A Recipe for Pumpkin Pies.

A subscriber writes to his favorite journal asking how to make the same kind of pumpkin pies that were made when he was a boy, and eaten on Thanksgiving Day. We regret to chill his desire for knowledge, but it is our duty to do so. They can’t be made. They don’t grow the same kind of pumpkins now. The sun never shines down on the old corn-field the same way it did thirty odd years ago. ' There has come some sort of change over the climate that scientists all recognize and that bears a polysyllabic name that he wouldn’t understand any better than we do. If he doesn’t believe it, let him walk out, some summer afternoon, between the towering rows of nodding corn-stalks, and note the difference. Jt is hotter than it used to be, and not half so invigorating. Then, the soil has changed, too. It sticks to his boots in a way that was unknown to his bare feet in those days of the very long ago. The pumpkins are still there, we suppose. Market reports and the columns of country newspapers stdl chronicle their growth and the enormous sizes they attain, as of yore; but the flavor I That has gone as irretrievably as the mud-pies which used to turn their brown sides up to the sun when all of us were young. The pumpkins of the present day are squashlike in taste, thin, watery, and unsatisfactory. The crust of the pie is hard, soggy, and indigestible. The flour and the ovens are changed. And although this is an age of progress, the art of pie-making has not kept up with its fellows in the march of,,improvement. Perhaps this is owing to the introduction of the stove, and the abolition of the old-fashioned brick oven. There was something about those old brick ovens that gave pie-crust a flakiness and tenderness which is noticeable in modern pies principally by its absence. No, the old-fashioned pumpkih-pie has passed away. It belongs to a bygone age. In its place we have machine- , made pies, put up by the gross and

carted around in wagons.

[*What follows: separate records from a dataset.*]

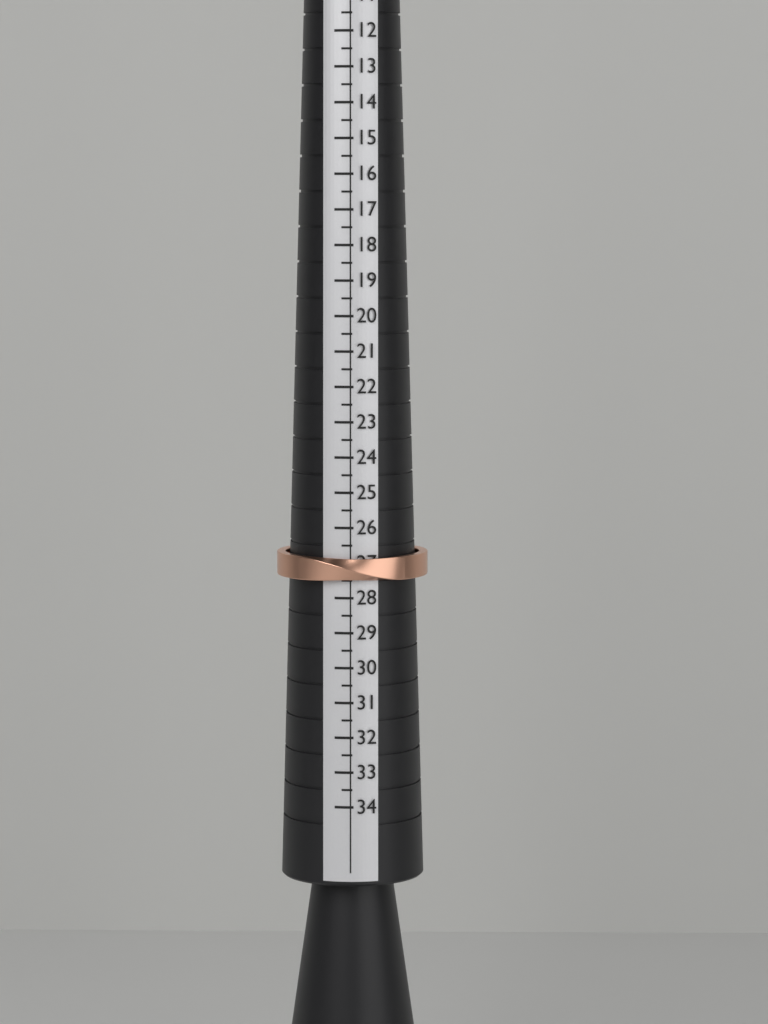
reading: 27.5 (no unit)
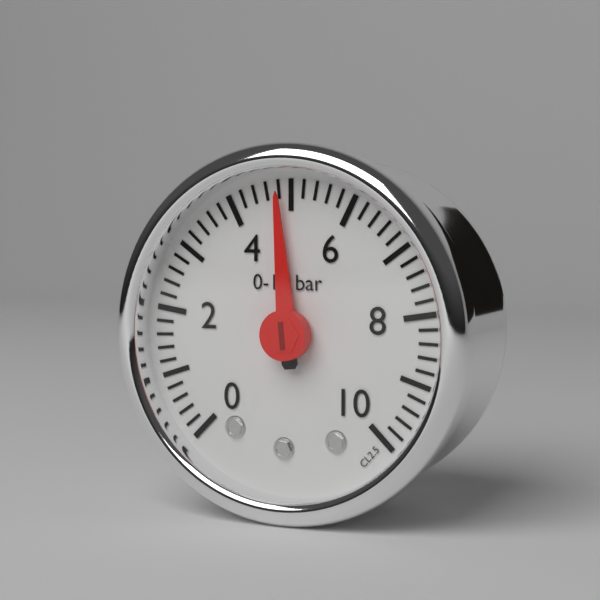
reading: 4.8 bar
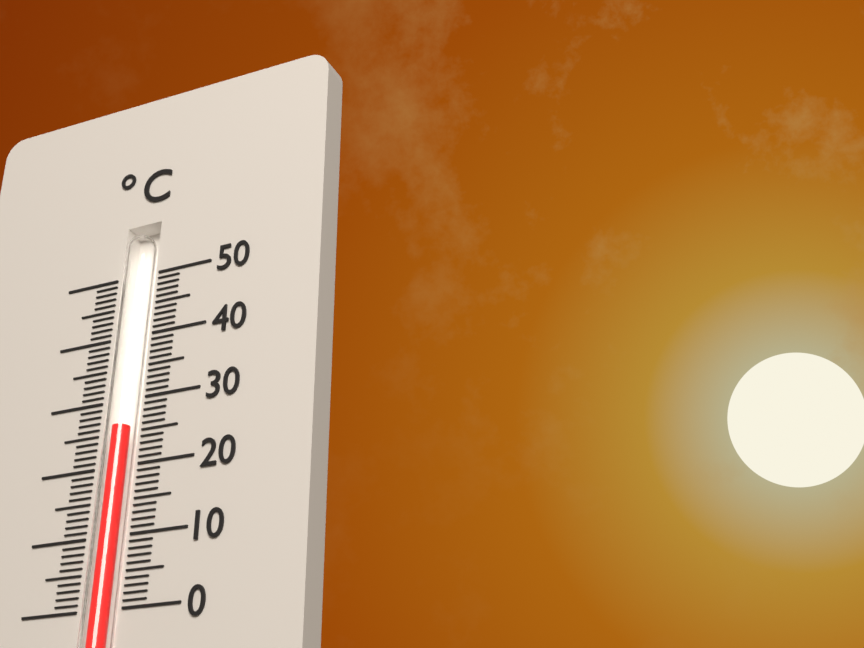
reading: 26 °C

The only way for our knowledge-thirsting friend to taste again those viands of the past is for him to seat himself beside his grate, some cool fall evening, light his pipe, close bis eyes, and dream of the old farm-house among the hills and the Thanksgiving dinner of his boyhood, when his grandmother presided over the table, and the pumpkjn-pie came on in a tin dish, square at the confers, and deep enough to hold ten dozen bf the pie-plates of the present day.' This may not satisfy his hunger and sustain life, but it is the only way that the man of thd present can ever hope to taste the pumpkin-pie of the boy of the past generation. — Puck.